Mr. Carstyle's tone had pa.s.sed insensibly from agitation to irony. He had got back to his usual objective stand-point.
"Why, I'm a perfect olive-branch," he concluded, with his dry indulgent laugh; "the very babies stop crying at my approach--I carry a sort of millennium about with me--I'd make my fortune as an agent of the Peace Society. I shall go to the grave leaving that other man unconvinced!"
Vibart walked back with him to Millbrook. On her doorstep they met Mrs.
Carstyle, flushed and feathered, with a card-case and dusty boots.

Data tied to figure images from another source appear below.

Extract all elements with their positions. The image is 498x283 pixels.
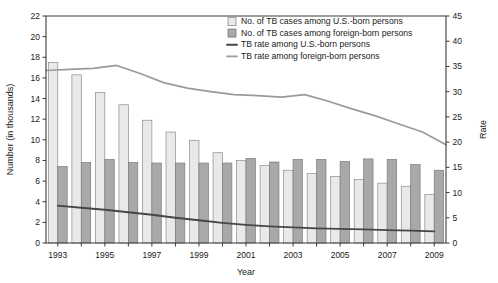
y-tick-label: 4 <box>35 197 40 207</box>
bar-us-born <box>48 62 57 243</box>
bar-foreign-born <box>246 158 255 243</box>
bar-us-born <box>95 92 104 243</box>
legend-label: TB rate among foreign-born persons <box>241 51 380 61</box>
bar-us-born <box>72 75 81 243</box>
y-tick-label: 18 <box>31 52 41 62</box>
y2-axis-title: Rate <box>478 120 488 139</box>
bar-foreign-born <box>293 159 302 243</box>
y2-tick-label: 40 <box>453 36 463 46</box>
y2-tick-label: 30 <box>453 87 463 97</box>
bar-foreign-born <box>152 163 161 243</box>
x-tick-label: 2009 <box>425 250 444 260</box>
y2-tick-label: 45 <box>453 11 463 21</box>
y2-tick-label: 0 <box>453 238 458 248</box>
legend-label: No. of TB cases among U.S.-born persons <box>241 16 403 26</box>
bar-us-born <box>190 140 199 243</box>
legend-swatch-foreign-born-cases <box>228 29 236 37</box>
bar-foreign-born <box>340 161 349 243</box>
x-tick-label: 2003 <box>284 250 303 260</box>
y-tick-label: 6 <box>35 176 40 186</box>
y2-tick-label: 20 <box>453 137 463 147</box>
bar-foreign-born <box>222 163 231 243</box>
bar-us-born <box>260 166 269 243</box>
bar-us-born <box>284 170 293 243</box>
y-tick-label: 0 <box>35 238 40 248</box>
bar-foreign-born <box>270 162 279 243</box>
y2-tick-label: 5 <box>453 213 458 223</box>
chart-canvas: 0246810121416182022051015202530354045199… <box>0 0 498 283</box>
bar-us-born <box>354 180 363 243</box>
bar-us-born <box>425 195 434 243</box>
bar-us-born <box>401 186 410 243</box>
x-tick-label: 1999 <box>189 250 208 260</box>
bar-foreign-born <box>81 163 90 243</box>
y-tick-label: 16 <box>31 73 41 83</box>
bar-foreign-born <box>128 163 137 243</box>
legend-swatch-us-born-cases <box>228 18 236 26</box>
bar-us-born <box>213 153 222 243</box>
bar-foreign-born <box>199 163 208 243</box>
bar-foreign-born <box>317 159 326 243</box>
tb-cases-and-rates-chart: 0246810121416182022051015202530354045199… <box>0 0 498 283</box>
bar-foreign-born <box>175 163 184 243</box>
y-tick-label: 8 <box>35 155 40 165</box>
y2-tick-label: 15 <box>453 162 463 172</box>
bar-us-born <box>142 120 151 243</box>
x-tick-label: 2001 <box>237 250 256 260</box>
bar-us-born <box>119 105 128 243</box>
y-tick-label: 12 <box>31 114 41 124</box>
y-tick-label: 14 <box>31 94 41 104</box>
y2-tick-label: 25 <box>453 112 463 122</box>
bar-us-born <box>307 173 316 243</box>
bar-us-born <box>237 160 246 243</box>
y2-tick-label: 35 <box>453 61 463 71</box>
legend-label: TB rate among U.S.-born persons <box>241 39 370 49</box>
bar-foreign-born <box>434 170 443 243</box>
bar-us-born <box>166 132 175 243</box>
y-tick-label: 20 <box>31 32 41 42</box>
y-tick-label: 2 <box>35 217 40 227</box>
bar-foreign-born <box>105 159 114 243</box>
x-tick-label: 2005 <box>331 250 350 260</box>
x-tick-label: 1993 <box>48 250 67 260</box>
x-axis-title: Year <box>237 267 255 277</box>
bar-foreign-born <box>58 167 67 243</box>
x-tick-label: 1995 <box>95 250 114 260</box>
bar-us-born <box>331 176 340 243</box>
x-tick-label: 2007 <box>378 250 397 260</box>
legend-label: No. of TB cases among foreign-born perso… <box>241 28 412 38</box>
y2-tick-label: 10 <box>453 188 463 198</box>
y-axis-title: Number (in thousands) <box>5 84 15 176</box>
y-tick-label: 10 <box>31 135 41 145</box>
bar-us-born <box>378 183 387 243</box>
y-tick-label: 22 <box>31 11 41 21</box>
x-tick-label: 1997 <box>142 250 161 260</box>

"I don't ask you in," she said plaintively, to Vibart, "because I can't answer for the food this evening. My maid-of-all-work tells me that she's going to a ball--which is more than I've done in years! And besides, it would be cruel to ask you to spend such a hot evening in our stuffy little house--the air is so much cooler at Mrs. Vance's. Remember me to Mrs. Vance, please, and tell her how sorry I am that I can no longer include her in my round of visits. When I had my carriage I saw the people I liked, but now that I have to walk, my social opportunities are more limited. I was not obliged to do my visiting on foot when I was younger, and my doctor tells me that to persons accustomed to a carriage no exercise is more injurious than walking."

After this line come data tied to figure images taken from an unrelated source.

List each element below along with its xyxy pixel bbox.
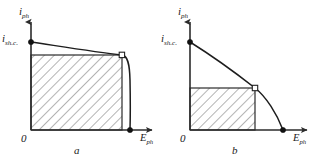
panel-a-caption: a xyxy=(74,145,80,156)
panel-b-caption: b xyxy=(232,145,238,156)
panel-a-power-rect-fill xyxy=(31,55,122,130)
panel-a-eoc-marker xyxy=(127,127,132,132)
panel-a-origin-label: 0 xyxy=(21,133,27,144)
panel-a-y-axis-label: iph xyxy=(19,6,29,20)
panel-b-origin-label: 0 xyxy=(180,133,186,144)
figure-svg xyxy=(0,0,320,164)
figure-container: iph ish.c. 0 Eocph Eph a iph ish.c. 0 Eo… xyxy=(0,0,320,164)
panel-b-eoc-marker xyxy=(280,127,285,132)
panel-b-power-rect-fill xyxy=(190,88,255,130)
panel-b-y-axis-label: iph xyxy=(178,6,188,20)
panel-a-isc-label: ish.c. xyxy=(2,33,18,47)
panel-a-mpp-marker xyxy=(119,52,124,57)
panel-b-mpp-marker xyxy=(252,85,257,90)
panel-b-isc-marker xyxy=(187,39,192,44)
panel-a-x-axis-label: Eph xyxy=(140,133,153,146)
panel-b-x-axis-label: Eph xyxy=(293,133,306,146)
panel-b xyxy=(187,22,307,133)
panel-a xyxy=(28,22,152,133)
panel-a-isc-marker xyxy=(28,39,33,44)
panel-b-isc-label: ish.c. xyxy=(161,33,177,47)
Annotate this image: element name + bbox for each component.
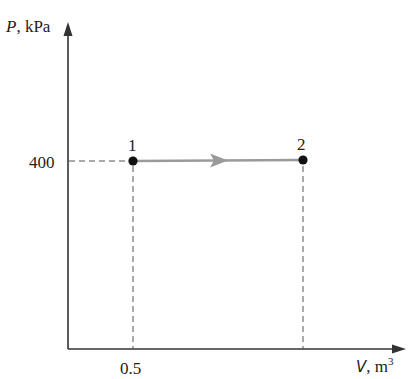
- x-axis-unit: , m: [366, 357, 388, 376]
- point-1-label: 1: [128, 136, 137, 155]
- x-axis-title: V, m3: [356, 355, 394, 376]
- y-axis-arrow-icon: [64, 22, 73, 36]
- y-axis-unit: , kPa: [16, 17, 50, 36]
- y-axis-var: P: [5, 17, 16, 36]
- x-tick-0-5: 0.5: [120, 359, 141, 378]
- y-axis-title: P, kPa: [5, 17, 51, 36]
- x-axis-sup: 3: [388, 355, 394, 367]
- pv-diagram: 1 2 400 0.5 P, kPa V, m3: [0, 0, 411, 379]
- state-point-2: [298, 155, 307, 164]
- point-2-label: 2: [297, 135, 306, 154]
- y-tick-400: 400: [29, 153, 55, 172]
- state-point-1: [128, 156, 137, 165]
- x-axis-arrow-icon: [392, 345, 406, 354]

She glanced at her husband with a smile of unforgiving sweetness.
"Fortunately," she concluded, "it agrees with Mr. Carstyle."
THE TWILIGHT OF THE G.o.d
I
_A Newport drawing-room. Tapestries, flowers, bric-a-brac. Through the windows, a geranium-edged lawn, the cliffs and the sea_. Isabel Warland _sits reading_. Lucius Warland _enters in flannels and a yachting-cap_.
_Isabel_. Back already?
_Warland_. The wind dropped--it turned into a drifting race. Langham took me off the yacht on his launch. What time is it? Two o'clock?
Where's Mrs. Raynor?
_Isabel_. On her way to New York.
_Warland_. To New York?
_Isabel_. Precisely. The boat must be just leaving; she started an hour ago and took Laura with her. In fact I'm alone in the house--that is, until this evening. Some people are coming then.
_Warland_. But what in the world--
_Isabel_. Her aunt, Mrs. Griscom, has had a fit. She has them constantly. They're not serious--at least they wouldn't be, if Mrs. Griscom were not so rich--and childless. Naturally, under the circ.u.mstances, Marian feels a peculiar sympathy for her; her position is such a sad one; there's positively no one to care whether she lives or dies--except her heirs. Of course they all rush to Newburgh whenever she has a fit. It's hard on Marian, for she lives the farthest away; but she has come to an understanding with the housekeeper, who always telegraphs her first, so that she gets a start of several hours. She will be at Newburgh to-night at ten, and she has calculated that the others can't possibly arrive before midnight.
_Warland_. You have a delightful way of putting things. I suppose you'd talk of me like that.
_Isabel_. Oh, no. It's too humiliating to doubt one's husband's disinterestedness.